UK Commercial Construction Falls to 11-Year Low

Photo: Unsplash


Construction of warehouses, offices, and shopping centers in the UK has dropped to its lowest level in 11 years, Bloomberg reports, citing CoStar Group data. Developers are scaling back pipelines amid rising costs, high interest rates, and falling property prices. Post-Brexit uncertainty and difficult geopolitics add further pressure.

Total commercial activity slid to 63 million sq ft—the weakest since 2014 and 21% below 2024. No segment was spared: office, retail, and industrial construction all declined. The slowdown intensified after several years of elevated rates, which made project finance costlier and returns less predictable. As a result, ground-breakings are frequently postponed and previously approved schemes are being put on hold, underscoring a broad market cooldown.

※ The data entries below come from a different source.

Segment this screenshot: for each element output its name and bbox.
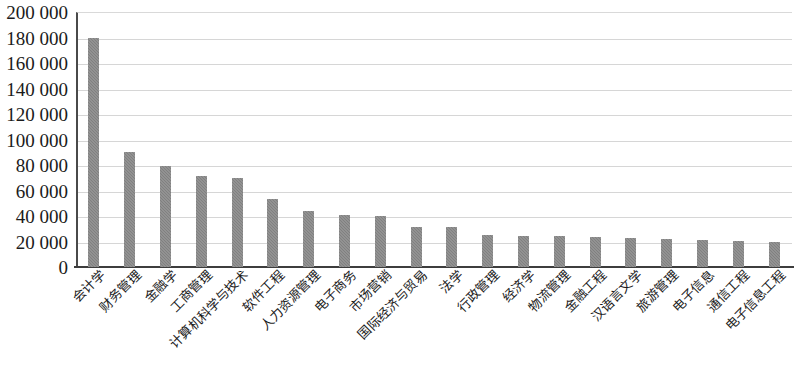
y-axis-tick-label: 100 000 — [6, 130, 68, 149]
y-axis: 020 00040 00060 00080 000100 000120 0001… — [0, 0, 72, 280]
y-axis-tick-label: 200 000 — [6, 3, 68, 22]
x-axis-tick-label-text: 法学 — [438, 268, 466, 296]
y-axis-tick-label: 160 000 — [6, 54, 68, 73]
y-axis-tick-label: 180 000 — [6, 28, 68, 47]
y-axis-tick-label: 140 000 — [6, 79, 68, 98]
y-axis-tick-label: 120 000 — [6, 105, 68, 124]
bar — [88, 38, 99, 268]
y-axis-tick-label: 80 000 — [16, 156, 68, 175]
x-axis: 会计学财务管理金融学工商管理计算机科学与技术软件工程人力资源管理电子商务市场营销… — [0, 268, 794, 389]
bar-chart: 020 00040 00060 00080 000100 000120 0001… — [0, 0, 794, 389]
x-axis-tick-label-text: 国际经济与贸易 — [356, 268, 430, 342]
y-axis-tick-label: 60 000 — [16, 181, 68, 200]
bar — [482, 235, 493, 267]
y-axis-tick-label: 40 000 — [16, 207, 68, 226]
y-axis-tick-label: 20 000 — [16, 232, 68, 251]
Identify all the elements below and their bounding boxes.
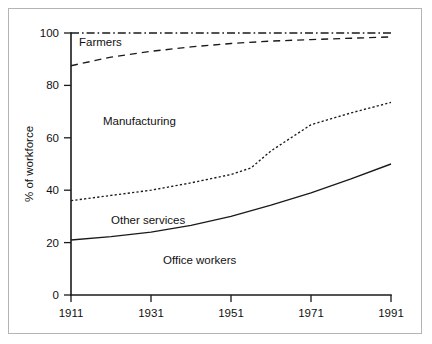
series-label-other-services: Other services [111, 214, 185, 226]
y-axis-tick-label: 40 [46, 184, 59, 196]
y-axis-tick-label: 60 [46, 132, 59, 144]
y-axis-tick-label: 0 [53, 289, 59, 301]
y-axis-tick-label: 80 [46, 79, 59, 91]
chart-figure: 020406080100 19111931195119711991 % of w… [0, 0, 432, 344]
x-axis-tick-label: 1951 [218, 307, 244, 319]
series-label-office-workers: Office workers [163, 254, 237, 266]
series-label-manufacturing: Manufacturing [103, 115, 176, 127]
y-axis-ticks [64, 33, 71, 295]
x-axis-tick-label: 1911 [59, 307, 84, 319]
y-axis-tick-label: 100 [40, 27, 59, 39]
x-axis-ticks [71, 295, 391, 302]
x-axis-tick-label: 1991 [378, 307, 404, 319]
series-label-farmers: Farmers [79, 36, 122, 48]
y-axis-tick-labels: 020406080100 [40, 27, 59, 301]
y-axis-title: % of workforce [23, 126, 35, 202]
line-chart-plot: 020406080100 19111931195119711991 % of w… [0, 0, 432, 344]
y-axis-tick-label: 20 [46, 237, 59, 249]
data-series-group [71, 33, 391, 240]
series-line-office-workers [71, 164, 391, 240]
x-axis-tick-labels: 19111931195119711991 [59, 307, 404, 319]
x-axis-tick-label: 1971 [298, 307, 324, 319]
x-axis-tick-label: 1931 [138, 307, 164, 319]
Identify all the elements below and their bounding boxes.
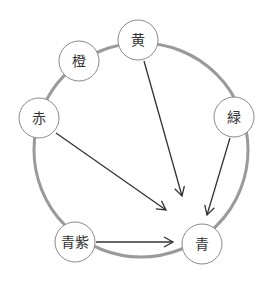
node-label: 緑	[227, 109, 241, 125]
arrow-0	[144, 61, 182, 196]
nodes-group: 黄橙赤緑青紫青	[19, 20, 254, 264]
node-red: 赤	[19, 98, 59, 138]
node-blue: 青	[182, 224, 222, 264]
color-wheel-diagram: 黄橙赤緑青紫青	[0, 0, 273, 281]
node-label: 橙	[72, 53, 86, 69]
arrows-group	[56, 61, 230, 242]
node-yellow: 黄	[118, 20, 158, 60]
node-label: 青紫	[61, 234, 89, 250]
node-label: 青	[195, 236, 209, 252]
node-label: 赤	[32, 110, 46, 126]
arrow-1	[56, 133, 166, 210]
node-blue-violet: 青紫	[55, 222, 95, 262]
node-orange: 橙	[59, 41, 99, 81]
node-label: 黄	[131, 32, 145, 48]
node-green: 緑	[214, 97, 254, 137]
arrow-2	[207, 138, 230, 215]
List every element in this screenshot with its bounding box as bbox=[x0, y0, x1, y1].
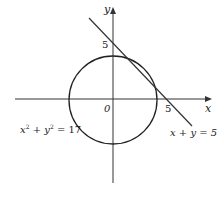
y-axis-arrow-icon bbox=[110, 7, 116, 14]
y-axis-label: y bbox=[103, 3, 111, 16]
line-equation-label: x + y = 5 bbox=[170, 127, 217, 138]
origin-label: 0 bbox=[104, 103, 111, 114]
x-axis-label: x bbox=[205, 102, 212, 115]
y-tick-5-label: 5 bbox=[102, 39, 108, 50]
circle-equation-label: x2 + y2 = 17 bbox=[20, 123, 81, 135]
coordinate-diagram: y x 0 5 5 x2 + y2 = 17 x + y = 5 bbox=[0, 0, 222, 198]
x-tick-5-label: 5 bbox=[165, 103, 171, 114]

Warehouse and logistics construction saw the sharpest reversal. Once a pandemic winner fueled by e-commerce, the sector is now oversupplied. As lockdowns ended, demand eased and vacancy more than doubled—from 2.5% in summer 2022 to 5.5% in 2025. Analysts expect vacancies to peak in 2025 and begin to fall in 2026, but for now excess space continues to weigh on rents and delay new starts.



According to the ONS, in Q2 2025 new project flow fell chiefly in office and retail construction. New orders declined 8.3% versus Q1. Even so, total construction output edged up 1.2% nationwide thanks to gains in repair and maintenance.

London’s office market looks more resilient than the regions, with rent growth supporting project economics. In the City, prime rents in summer reached a record £147 per sq ft. Roughly 75% of the UK’s new office stock is now being built in London (vs. ~50% pre-pandemic). Some districts are near sold-out: Mayfair availability has fallen to a 20-year low.

By Q3 2025, London logged about 2.1 million sq ft of leasing, while regional demand contracted by roughly 1 million sq ft—the starkest divergence in a decade. Mark Stansfield, Senior Director of Market Analytics at CoStar, notes that outside the capital, Oxford and Cambridge lead activity thanks to life-sciences projects—rare bright spots amid a broader regional slowdown.



PwC expects a recovery in R&D-intensive assets and data centers in 2026–2027. Offices and retail are forecast to remain the laggards. Record infrastructure and tech spending should lay the groundwork for a gradual rebound—especially for modern, flexible formats.

Most analysts argue that developers need a different financial backdrop—either lower interest rates or higher rental incomes—to restart commercial pipelines. Even then, profitability is uncertain: outside London’s core, build costs remain elevated. Robert Buchele, Commercial Development Director at Savills, says many sites were acquired on pre-shock assumptions, and today their land value is “under serious pressure,” in some cases “technically zero.”